With modern browser support for @font-face improving significantly, it's worth considering it as a replacement for Cufon — the JavaScript-based font rendering library that was popular when browsers didn't support custom fonts natively.
Using @font-face:
@font-face {
font-family: 'MyFont';
src: url('fonts/myfont.eot');
src: url('fonts/myfont.eot?#iefix') format('embedded-opentype'),
url('fonts/myfont.woff') format('woff'),
url('fonts/myfont.ttf') format('truetype'),
url('fonts/myfont.svg#MyFont') format('svg');
font-weight: normal;
font-style: normal;
}
h1, h2, h3 {
font-family: 'MyFont', sans-serif;
}
Detecting font availability with jQuery:
The jquery-fontavailable plugin lets you check whether a font has loaded successfully, which is useful for showing a fallback while the custom font loads.
$(document).ready(function() {
if ($.isFontAvailable('MyFont')) {
$('h1').css('font-family', 'MyFont, sans-serif');
}
});
Cufon vs @font-face:
Cufon renders text as canvas/VML shapes — it works everywhere but has drawbacks: no text selection, poor accessibility, slower rendering. The @font-face approach is native, allows text selection, works with screen readers, and performs better. Unless you need IE6 support, @font-face is the better choice.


> **WORK INSTRUCTION**:
If a line contains the word "real", include it in the count; state how many such lines the listing has and nothing else.

> **INFORMATION GIVEN**:
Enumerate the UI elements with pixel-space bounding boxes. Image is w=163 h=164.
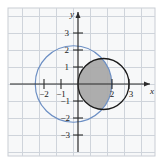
- y-axis-label: y: [69, 9, 74, 19]
- x-tick-label-3: 3: [129, 89, 134, 99]
- x-tick-label-neg2: −2: [39, 89, 49, 99]
- y-tick-label-neg3: −3: [60, 130, 70, 140]
- x-axis-label: x: [149, 86, 154, 96]
- y-tick-label-neg1: −1: [60, 96, 70, 106]
- graph-figure: −2 −1 2 3 3 2 1 −1 −2 −3 x y: [0, 0, 163, 164]
- y-tick-label-2: 2: [65, 45, 70, 55]
- y-tick-label-neg2: −2: [60, 113, 70, 123]
- y-tick-label-3: 3: [65, 28, 70, 38]
- x-tick-label-2: 2: [110, 89, 115, 99]
- y-tick-label-1: 1: [65, 62, 70, 72]
- coordinate-plane-svg: −2 −1 2 3 3 2 1 −1 −2 −3 x y: [0, 0, 163, 164]
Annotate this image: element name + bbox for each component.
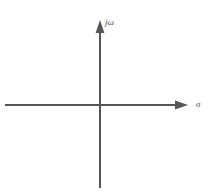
real-axis-label: σ xyxy=(196,100,200,109)
complex-s-plane-diagram: jω σ xyxy=(0,0,214,194)
right-arrow-icon xyxy=(175,101,188,110)
axes-canvas xyxy=(0,0,214,194)
up-arrow-icon xyxy=(96,20,105,33)
imaginary-axis-label: jω xyxy=(105,18,114,27)
real-axis-group xyxy=(5,101,188,110)
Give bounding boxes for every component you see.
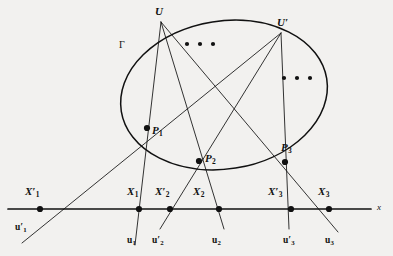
point-label-X1prime-sub: 1 xyxy=(36,190,40,199)
point-label-X1-base: X xyxy=(127,185,134,197)
point-label-X3-sub: 3 xyxy=(326,190,330,199)
ellipsis-dot xyxy=(308,76,312,80)
point-label-X1prime: X′1 xyxy=(25,186,39,199)
line-Uprime-P1-u1prime xyxy=(22,33,281,243)
point-marker-P2 xyxy=(196,158,202,164)
vertex-label-U: U xyxy=(155,6,163,17)
prime-mark: ′ xyxy=(285,16,288,28)
point-label-P3-sub: 3 xyxy=(288,146,292,155)
geometry-figure: Γ U U′ P1 P2 P3 X′1 X1 X′2 X2 X′3 X3 u′1… xyxy=(0,0,393,256)
point-label-P3-base: P xyxy=(281,141,288,153)
ellipsis-dots-lower xyxy=(282,76,312,80)
vertex-label-U-text: U xyxy=(155,5,163,17)
ray-label-u3prime-sub: 3 xyxy=(291,239,294,246)
ray-label-u1-sub: 1 xyxy=(133,239,136,246)
conic-gamma-ellipse xyxy=(110,6,339,185)
x-axis-label: x xyxy=(377,203,381,212)
point-marker-X1prime xyxy=(37,206,43,212)
point-label-P1: P1 xyxy=(152,125,163,138)
prime-mark: ′ xyxy=(32,185,35,197)
figure-canvas xyxy=(0,0,393,256)
point-label-P3: P3 xyxy=(281,142,292,155)
ellipsis-dot xyxy=(295,76,299,80)
ray-label-u2prime-sub: 2 xyxy=(160,239,163,246)
ray-label-u1: u1 xyxy=(127,236,136,247)
ray-label-u1prime: u′1 xyxy=(15,223,27,234)
conic-label-gamma: Γ xyxy=(119,40,125,50)
ellipsis-dot xyxy=(198,42,202,46)
ray-label-u3-sub: 3 xyxy=(331,239,334,246)
point-label-X1-sub: 1 xyxy=(135,190,139,199)
point-label-P2: P2 xyxy=(205,153,216,166)
point-marker-X2prime xyxy=(167,206,173,212)
point-marker-X3prime xyxy=(288,206,294,212)
ray-label-u2-sub: 2 xyxy=(218,239,221,246)
ray-label-u3prime: u′3 xyxy=(283,236,295,247)
point-label-X2: X2 xyxy=(193,186,204,199)
point-label-X1: X1 xyxy=(127,186,138,199)
point-label-P1-base: P xyxy=(152,124,159,136)
point-marker-P3 xyxy=(282,159,288,165)
point-label-X3: X3 xyxy=(318,186,329,199)
ellipsis-dots-upper xyxy=(185,42,215,46)
ellipsis-dot xyxy=(282,76,286,80)
point-label-P2-sub: 2 xyxy=(212,157,216,166)
line-Uprime-P2-u2prime xyxy=(160,33,281,229)
ray-label-u2-base: u xyxy=(212,235,217,245)
point-marker-X2 xyxy=(216,206,222,212)
vertex-label-Uprime-text: U xyxy=(277,16,285,28)
ray-label-u2: u2 xyxy=(212,236,221,247)
line-Uprime-P3-u3prime xyxy=(281,33,289,229)
point-label-P1-sub: 1 xyxy=(159,129,163,138)
vertex-label-Uprime: U′ xyxy=(277,17,288,28)
ray-label-u1prime-sub: 1 xyxy=(23,226,26,233)
point-label-X3-base: X xyxy=(318,185,325,197)
point-label-X2prime: X′2 xyxy=(155,186,169,199)
point-label-X2prime-sub: 2 xyxy=(166,190,170,199)
ellipsis-dot xyxy=(185,42,189,46)
point-label-X2-sub: 2 xyxy=(201,190,205,199)
ray-label-u2prime: u′2 xyxy=(152,236,164,247)
point-label-X3prime-sub: 3 xyxy=(279,190,283,199)
point-marker-X3 xyxy=(326,206,332,212)
point-label-X3prime: X′3 xyxy=(268,186,282,199)
ray-label-u3-base: u xyxy=(325,235,330,245)
prime-mark: ′ xyxy=(162,185,165,197)
ray-label-u3: u3 xyxy=(325,236,334,247)
point-label-P2-base: P xyxy=(205,152,212,164)
prime-mark: ′ xyxy=(275,185,278,197)
point-label-X2-base: X xyxy=(193,185,200,197)
point-marker-P1 xyxy=(144,125,150,131)
point-marker-X1 xyxy=(136,206,142,212)
ellipsis-dot xyxy=(211,42,215,46)
ray-label-u1-base: u xyxy=(127,235,132,245)
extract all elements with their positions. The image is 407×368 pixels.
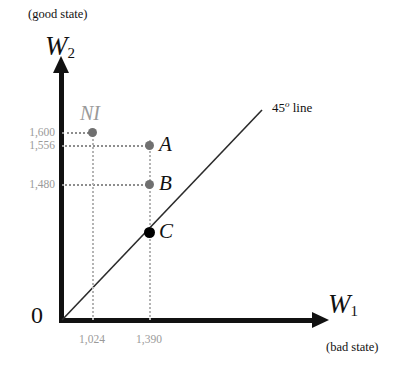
data-point-ni[interactable] (88, 128, 97, 137)
y-tick-1600: 1,600 (10, 127, 55, 139)
origin-label: 0 (31, 303, 43, 327)
data-point-a[interactable] (145, 141, 154, 150)
line45-word: line (290, 100, 313, 115)
guide-h-1556 (62, 145, 150, 147)
bad-state-note: (bad state) (326, 341, 378, 354)
x-axis-line (59, 318, 318, 323)
diagram-canvas: (good state) W2 45o line NI A B C 1,600 … (0, 0, 407, 368)
x-axis-subscript: 1 (351, 303, 359, 319)
data-point-b-label: B (159, 173, 172, 194)
data-point-c[interactable] (144, 227, 155, 238)
x-axis-arrow-icon (312, 312, 329, 328)
data-point-ni-label: NI (80, 103, 100, 123)
guide-h-1480 (62, 184, 150, 186)
x-axis-letter: W (328, 289, 351, 319)
x-axis-label: W1 (328, 291, 358, 319)
y-tick-1556: 1,556 (10, 140, 55, 152)
line45-number: 45 (272, 100, 285, 115)
good-state-note: (good state) (28, 8, 87, 21)
data-point-b[interactable] (145, 180, 154, 189)
x-tick-1390: 1,390 (129, 334, 169, 346)
data-point-c-label: C (159, 221, 173, 242)
guide-v-1024 (92, 132, 94, 320)
data-point-a-label: A (159, 134, 172, 155)
y-axis-line (59, 70, 64, 323)
x-tick-1024: 1,024 (72, 334, 112, 346)
y-axis-arrow-icon (53, 56, 69, 73)
y-tick-1480: 1,480 (10, 179, 55, 191)
forty-five-degree-line-label: 45o line (272, 100, 312, 114)
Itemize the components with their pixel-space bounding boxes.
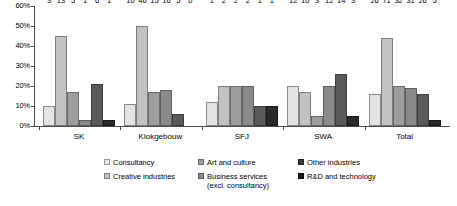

> **OUTPUT FOR THIS TASK**:
2